Could Anna play Bella? Maybe. But Kristen definitely could not have played Natalie. So it worked out for the best.

You know, the more I think about that movie, the more I think I was too hard on Clooney yesterday. I was remembering the first part of the movie, when it's just him being him. I forgot how well he played off the women in the film, how much their characters challenged and reflected his in unexpected ways. Sorry, George.

Do you remember last year at the Oscars, when Kate Winslet won and she was naming off her fellow nominees and she had a brain fart and couldn't remember that Angelina Jolie was the other one nominated because hardly anyone had seen The Changeling, let alone thought Jolie should be nominated for it? At least, that's how I felt. And Penelope Cruz is my brain fart this year. I can rattle off all the others, but I forget that Cruz is even nominated. I didn't like Nine. I found it long and boring and self-indulgent. It should have been something I liked - it was a musical, it had dream-sequence numbers, Daniel Day-Lewis, Rob Marshall, etc, etc. I fully expected to like it, but I had inklings that I might not when I found out that the cast included Fergie. She wasn't awful and the song was kinda catchy, but there's just something I find completely unattractive about her - the combination of her demeanor, lack of ability to perform live, fashion, the face that looks like the end result of an experiment in plastic surgery techniques, I don't like it. What were we talking about? Oh right, Cruz. Actually, her acting was some of the best of the film, but that doesn't save it from being craptastic.

I said it the other day - Crazy Heart is a great movie and you should see it. I wasn't surprised that Maggie Gyllenhaal was good, but sometimes it's hard to tell because in the same way that Fergie is inexplicably unattractive to me, I like Gyllenhaal for reasons I can't always explain. Except for the fact that I have to constantly review how to spell her last name. Maybe its her hipster vibe, her indie choices in film roles, her relation to Jake, or her marriage to Peter Sarsgaard, whom I have had an intensified crush on ever since seeing An Education. Whatever it is, I like her. But I think this role could have been phoned in or taken to a place that would have been annoying, and I admire her for avoiding that. She's part groupie (and it is only the charisma of Jeff Bridges keeping that from being an unpalatable thought), part southern single mother, part alcoholic-enabler. But she gives those roles backbone and prevents them from being a pitiable existence.

So that's that. Predictions are for the heavy-favorites, Waltz and Mo'Nique, and I wouldn't ask for anyone else to win.
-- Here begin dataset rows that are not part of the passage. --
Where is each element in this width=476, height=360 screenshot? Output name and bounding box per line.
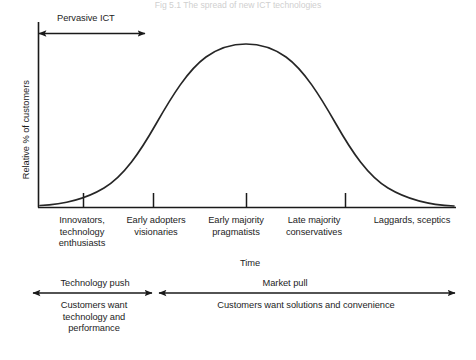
x-axis-ticks bbox=[84, 193, 346, 208]
technology-adoption-figure: Pervasive ICT Relative % of customers In… bbox=[0, 0, 476, 360]
y-axis-title: Relative % of customers bbox=[21, 60, 32, 200]
adoption-bell-curve bbox=[40, 44, 454, 206]
market-pull-description: Customers want solutions and convenience bbox=[195, 300, 417, 312]
technology-push-label: Technology push bbox=[50, 278, 140, 289]
category-label-early-adopters: Early adopters visionaries bbox=[110, 215, 202, 238]
category-label-late-majority: Late majority conservatives bbox=[268, 215, 360, 238]
market-pull-label: Market pull bbox=[240, 278, 330, 289]
pervasive-ict-label: Pervasive ICT bbox=[57, 13, 115, 24]
x-axis-title: Time bbox=[240, 258, 260, 269]
category-label-laggards: Laggards, sceptics bbox=[366, 215, 458, 227]
technology-push-description: Customers want technology and performanc… bbox=[42, 300, 146, 335]
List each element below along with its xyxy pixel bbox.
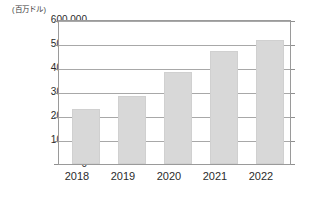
y-tick-mark <box>54 21 58 22</box>
plot-area <box>58 20 291 165</box>
bar-2022 <box>256 40 284 164</box>
y-tick-mark <box>54 141 58 142</box>
y-tick-mark <box>291 117 295 118</box>
y-tick-mark <box>291 93 295 94</box>
y-tick-mark <box>291 164 295 165</box>
bars-layer <box>59 21 290 164</box>
bar-2019 <box>118 96 146 164</box>
y-tick-mark <box>291 141 295 142</box>
y-tick-mark <box>54 117 58 118</box>
bar-2020 <box>164 72 192 164</box>
y-tick-mark <box>54 164 58 165</box>
bar-2018 <box>72 109 100 164</box>
y-tick-mark <box>54 69 58 70</box>
y-tick-mark <box>291 21 295 22</box>
y-tick-mark <box>291 69 295 70</box>
bar-2021 <box>210 51 238 164</box>
y-tick-mark <box>291 45 295 46</box>
y-axis-unit-label: (百万ドル) <box>12 3 46 14</box>
x-axis-tick-label: 2022 <box>233 171 289 182</box>
bar-chart-figure: (百万ドル) 600,000 500,000 400,000 300,000 2… <box>0 0 310 198</box>
y-tick-mark <box>54 45 58 46</box>
y-tick-mark <box>54 93 58 94</box>
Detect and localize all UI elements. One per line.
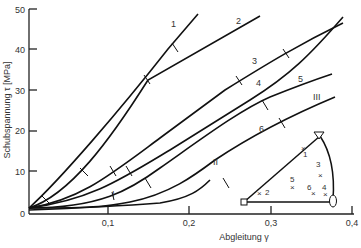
- curve-labels: 1 2 3 4 5 6 I II III: [112, 16, 321, 199]
- svg-text:×: ×: [311, 189, 316, 198]
- inset-diagram: × 1 × 2 × 3 × 4 × 5 × 6: [241, 132, 337, 207]
- svg-text:×: ×: [257, 189, 262, 198]
- svg-text:1: 1: [303, 150, 308, 159]
- svg-text:5: 5: [298, 74, 303, 84]
- svg-text:4: 4: [256, 78, 261, 88]
- inset-markers: × 1 × 2 × 3 × 4 × 5 × 6: [257, 144, 328, 199]
- svg-text:50: 50: [15, 5, 25, 15]
- stress-strain-chart: 0 10 20 30 40 50 0,1 0,2 0,3 0,4 Abgleit…: [0, 0, 361, 248]
- svg-text:10: 10: [15, 167, 25, 177]
- svg-text:2: 2: [265, 188, 270, 197]
- x-tick-labels: 0,1 0,2 0,3 0,4: [102, 218, 359, 228]
- svg-text:4: 4: [322, 183, 327, 192]
- x-axis-label: Abgleitung γ: [219, 232, 269, 242]
- svg-text:III: III: [313, 92, 321, 102]
- curves: [29, 14, 343, 210]
- y-tick-labels: 0 10 20 30 40 50: [15, 5, 25, 219]
- square-icon: [241, 199, 247, 205]
- svg-text:0,1: 0,1: [102, 218, 115, 228]
- ellipse-icon: [330, 195, 337, 207]
- svg-text:6: 6: [259, 124, 264, 134]
- svg-text:30: 30: [15, 86, 25, 96]
- svg-text:×: ×: [318, 171, 323, 180]
- y-axis-label: Schubspannung τ [MPa]: [2, 61, 12, 158]
- svg-text:0,4: 0,4: [346, 218, 359, 228]
- svg-text:6: 6: [307, 183, 312, 192]
- curve-5: [29, 74, 332, 208]
- svg-text:2: 2: [236, 16, 241, 26]
- svg-text:0,3: 0,3: [265, 218, 278, 228]
- svg-text:3: 3: [252, 56, 257, 66]
- svg-text:0: 0: [20, 209, 25, 219]
- svg-text:×: ×: [290, 183, 295, 192]
- axes: [29, 9, 354, 214]
- svg-text:3: 3: [316, 160, 321, 169]
- svg-text:0,2: 0,2: [183, 218, 196, 228]
- curve-ticks: [42, 43, 289, 204]
- svg-text:20: 20: [15, 126, 25, 136]
- svg-text:5: 5: [290, 175, 295, 184]
- svg-text:1: 1: [171, 19, 176, 29]
- svg-text:40: 40: [15, 45, 25, 55]
- triangle-icon: [314, 132, 324, 139]
- svg-text:II: II: [213, 157, 218, 167]
- curve-stage: [29, 180, 210, 210]
- svg-text:I: I: [112, 189, 115, 199]
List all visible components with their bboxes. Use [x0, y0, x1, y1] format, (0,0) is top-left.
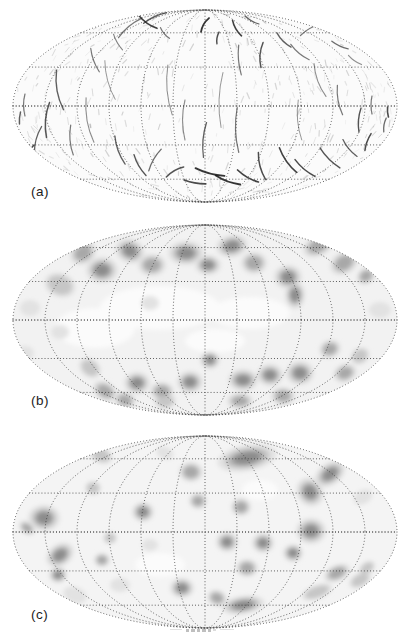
- panel-c-blob-contour-map: (c): [0, 425, 406, 638]
- panel-label-c: (c): [31, 607, 48, 622]
- mollweide-map-c: [0, 425, 406, 638]
- clipped-caption-remnant: [0, 629, 406, 635]
- panel-label-a: (a): [31, 184, 49, 199]
- mollweide-map-a: [0, 0, 406, 213]
- panel-b-smoothed-contour-map: (b): [0, 213, 406, 425]
- mollweide-map-b: [0, 213, 406, 425]
- panel-label-b: (b): [31, 393, 49, 408]
- figure-three-sky-maps: (a) (b) (c): [0, 0, 406, 638]
- panel-a-gradient-map: (a): [0, 0, 406, 213]
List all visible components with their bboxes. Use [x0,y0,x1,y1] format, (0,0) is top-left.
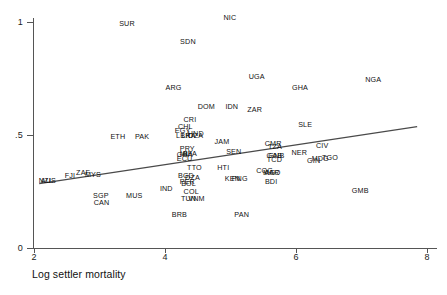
data-point-label: GIN [307,157,320,165]
data-point-label: DOM [198,103,215,111]
regression-line [0,0,447,295]
x-tick-label: 8 [417,252,437,262]
data-point-label: IND [160,185,173,193]
data-point-label: SEN [226,148,241,156]
data-point-label: TCD [267,156,282,164]
data-point-label: AGO [264,169,280,177]
data-point-label: DZA [188,132,203,140]
data-point-label: AUS [41,177,56,185]
data-point-label: SLE [298,121,312,129]
data-point-label: CAN [94,199,110,207]
data-point-label: ZAR [247,106,262,114]
y-tick-mark [27,135,33,136]
data-point-label: SUR [119,20,135,28]
y-tick-label: 0 [2,243,23,253]
data-point-label: SDN [180,38,196,46]
data-point-label: VNM [188,195,204,203]
y-axis-line [33,18,34,248]
data-point-label: IDN [225,103,238,111]
y-tick-label: .5 [2,130,23,140]
data-point-label: ETH [110,133,125,141]
data-point-label: PAN [234,211,249,219]
x-tick-label: 4 [155,252,175,262]
data-point-label: NGA [365,76,381,84]
x-axis-title: Log settler mortality [32,268,126,280]
data-point-label: MYS [85,171,101,179]
data-point-label: JAM [215,138,230,146]
x-axis-line [33,248,437,249]
data-point-label: TGO [322,154,338,162]
data-point-label: MUS [126,192,142,200]
x-tick-label: 2 [24,252,44,262]
data-point-label: PAK [135,133,149,141]
data-point-label: GMB [352,187,369,195]
y-tick-label: 1 [2,17,23,27]
data-point-label: HTI [217,164,229,172]
scatter-plot-figure: 0.51 2468 SURNICSDNUGANGAGHAARGDOMIDNZAR… [0,0,447,295]
plot-area: 0.51 2468 SURNICSDNUGANGAGHAARGDOMIDNZAR… [0,0,447,295]
data-point-label: CIV [316,142,328,150]
y-tick-mark [27,248,33,249]
y-tick-mark [27,22,33,23]
x-tick-label: 6 [286,252,306,262]
data-point-label: FJI [65,172,75,180]
data-point-label: BDI [265,178,277,186]
data-point-label: NER [291,149,307,157]
data-point-label: UGA [249,73,265,81]
data-point-label: NIC [223,14,236,22]
data-point-label: GHA [292,84,308,92]
data-point-label: ECU [177,155,193,163]
data-point-label: BRB [172,211,187,219]
data-point-label: PNG [232,175,248,183]
data-point-label: TZA [268,143,282,151]
data-point-label: ARG [165,84,181,92]
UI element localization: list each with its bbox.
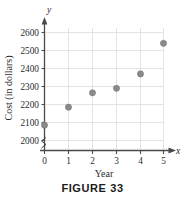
figure-caption: FIGURE 33 <box>0 182 185 194</box>
x-tick-label: 3 <box>114 156 119 166</box>
gridlines-vertical <box>45 28 164 150</box>
x-axis-title: Year <box>95 168 114 179</box>
data-point <box>113 85 119 91</box>
x-tick-label: 1 <box>66 156 71 166</box>
data-point <box>41 122 47 128</box>
y-axis <box>42 17 48 150</box>
y-tick-label: 2300 <box>20 82 39 92</box>
figure-container: 2000 2100 2200 2300 2400 2500 2600 0 1 2… <box>0 0 185 205</box>
x-axis-name: x <box>175 146 181 156</box>
data-points <box>41 40 166 128</box>
gridlines-horizontal <box>44 33 163 141</box>
y-tick-labels: 2000 2100 2200 2300 2400 2500 2600 <box>20 28 39 146</box>
y-tick-label: 2100 <box>20 118 39 128</box>
data-point <box>137 71 143 77</box>
y-axis-break-icon <box>42 138 47 149</box>
y-tick-label: 2400 <box>20 64 39 74</box>
x-axis <box>40 148 176 154</box>
x-tick-label: 2 <box>90 156 95 166</box>
x-tick-labels: 0 1 2 3 4 5 <box>42 156 166 166</box>
data-point <box>89 90 95 96</box>
data-point <box>65 104 71 110</box>
x-tick-label: 4 <box>138 156 143 166</box>
y-tick-label: 2200 <box>20 100 39 110</box>
y-tick-label: 2000 <box>20 136 39 146</box>
x-tick-label: 5 <box>161 156 166 166</box>
data-point <box>160 40 166 46</box>
y-tick-label: 2600 <box>20 28 39 38</box>
y-axis-name: y <box>46 5 52 15</box>
scatter-plot: 2000 2100 2200 2300 2400 2500 2600 0 1 2… <box>0 0 185 205</box>
y-axis-title: Cost (in dollars) <box>3 56 15 121</box>
y-tick-label: 2500 <box>20 46 39 56</box>
x-tick-label: 0 <box>42 156 47 166</box>
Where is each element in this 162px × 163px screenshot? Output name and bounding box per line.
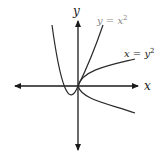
- label-y-equals-x-squared: y = x2: [96, 14, 128, 26]
- x-axis-label: x: [144, 79, 151, 93]
- y-axis-label: y: [72, 4, 80, 18]
- label-x-equals-y-squared: x = y2: [124, 47, 155, 59]
- coordinate-diagram: y x y = x2 x = y2: [0, 0, 162, 163]
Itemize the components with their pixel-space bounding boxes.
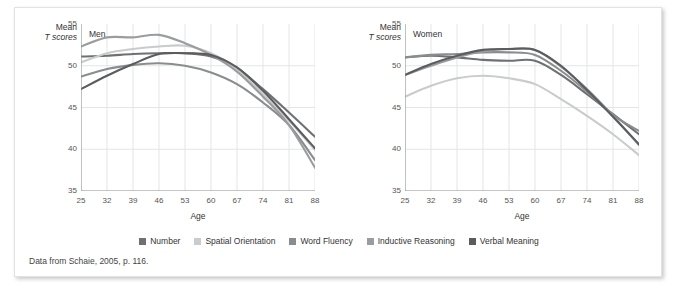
legend-label: Word Fluency (300, 236, 352, 246)
plot-svg-women (405, 24, 639, 191)
chart-panels: Mean T scores Men 3540455055 25323946536… (15, 8, 663, 230)
legend-label: Verbal Meaning (480, 236, 539, 246)
legend-swatch-icon (194, 238, 201, 245)
chart-panel-men: Mean T scores Men 3540455055 25323946536… (15, 8, 339, 230)
figure-card: Mean T scores Men 3540455055 25323946536… (14, 7, 662, 277)
x-tick-label: 81 (278, 196, 300, 205)
y-tick-label: 40 (381, 144, 401, 153)
y-tick-label: 55 (381, 19, 401, 28)
x-tick-label: 81 (602, 196, 624, 205)
x-axis-title-men: Age (81, 211, 315, 221)
source-caption: Data from Schaie, 2005, p. 116. (29, 256, 148, 266)
legend-swatch-icon (139, 238, 146, 245)
x-tick-label: 46 (148, 196, 170, 205)
x-tick-label: 88 (628, 196, 650, 205)
x-tick-label: 32 (96, 196, 118, 205)
x-tick-label: 67 (550, 196, 572, 205)
x-tick-label: 88 (304, 196, 326, 205)
y-tick-label: 50 (57, 61, 77, 70)
legend-swatch-icon (289, 238, 296, 245)
x-tick-label: 53 (498, 196, 520, 205)
x-tick-label: 39 (446, 196, 468, 205)
x-tick-label: 46 (472, 196, 494, 205)
x-tick-label: 25 (394, 196, 416, 205)
x-tick-label: 25 (70, 196, 92, 205)
x-tick-label: 53 (174, 196, 196, 205)
x-tick-label: 32 (420, 196, 442, 205)
legend-item: Verbal Meaning (469, 236, 539, 246)
legend-item: Inductive Reasoning (367, 236, 455, 246)
chart-panel-women: Mean T scores Women 3540455055 253239465… (339, 8, 663, 230)
plot-area-men (81, 24, 315, 191)
y-tick-label: 35 (57, 186, 77, 195)
legend-label: Spatial Orientation (205, 236, 275, 246)
legend-swatch-icon (469, 238, 476, 245)
x-tick-label: 74 (252, 196, 274, 205)
x-tick-label: 60 (200, 196, 222, 205)
y-tick-label: 40 (57, 144, 77, 153)
x-axis-title-women: Age (405, 211, 639, 221)
y-tick-label: 45 (381, 103, 401, 112)
legend-item: Number (139, 236, 180, 246)
y-tick-label: 55 (57, 19, 77, 28)
x-tick-label: 39 (122, 196, 144, 205)
legend-label: Number (150, 236, 180, 246)
y-tick-label: 35 (381, 186, 401, 195)
y-axis-title-line2: T scores (44, 32, 77, 42)
legend-swatch-icon (367, 238, 374, 245)
x-tick-label: 67 (226, 196, 248, 205)
x-tick-label: 60 (524, 196, 546, 205)
legend-item: Word Fluency (289, 236, 352, 246)
y-axis-title-line2: T scores (368, 32, 401, 42)
legend-item: Spatial Orientation (194, 236, 275, 246)
legend-label: Inductive Reasoning (378, 236, 455, 246)
panel-label-men: Men (89, 29, 106, 39)
plot-area-women (405, 24, 639, 191)
plot-svg-men (81, 24, 315, 191)
chart-legend: NumberSpatial OrientationWord FluencyInd… (15, 232, 663, 250)
panel-label-women: Women (413, 29, 442, 39)
y-tick-label: 45 (57, 103, 77, 112)
y-tick-label: 50 (381, 61, 401, 70)
x-tick-label: 74 (576, 196, 598, 205)
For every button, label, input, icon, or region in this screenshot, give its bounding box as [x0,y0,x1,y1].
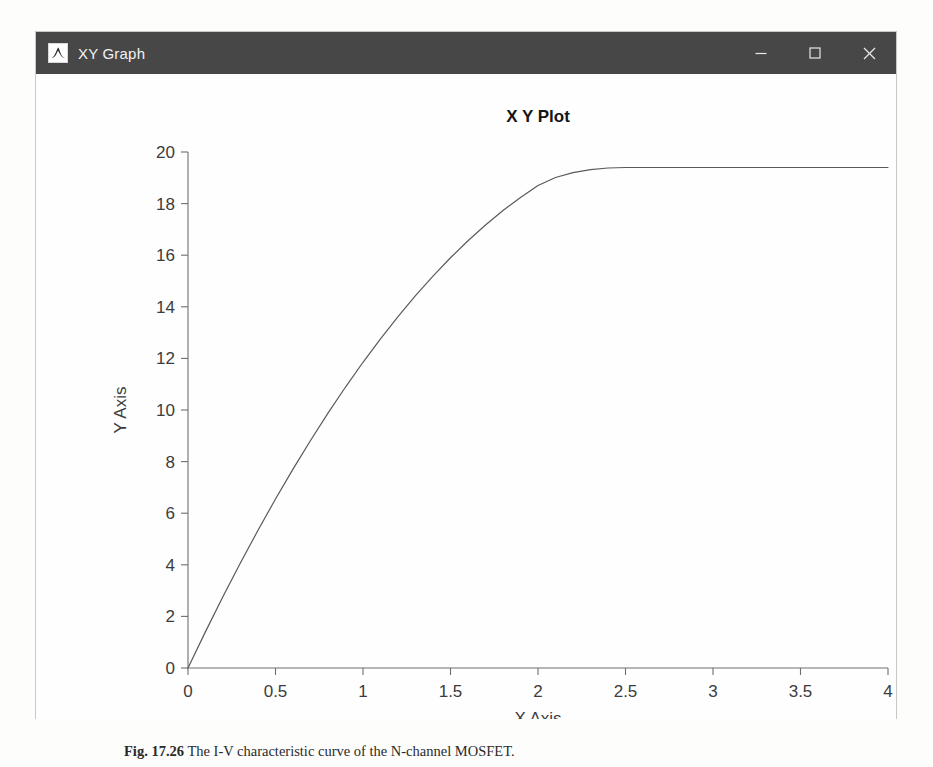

Others had good or great performances, but those two can't be topped.

1 comment:

  1. Two things:

    1. Chistoph Waltz also apparently did stage acting in London? And I think he was a good, known actor maybe even TV star in Germany. I've read a few things about how he's not exactly "unknown" but more like "unknown to United Statesians who don't know you if you've never been pictured in Us Weekly" - that kind of thing.

    2. More importantly, re: Anna Kendrick. WHY HAVEN'T YOU SEEN ROCKET SCIENCE YET?! I think I even specifically recommended it to you when I watched it last year. I so picture you enjoying that movie.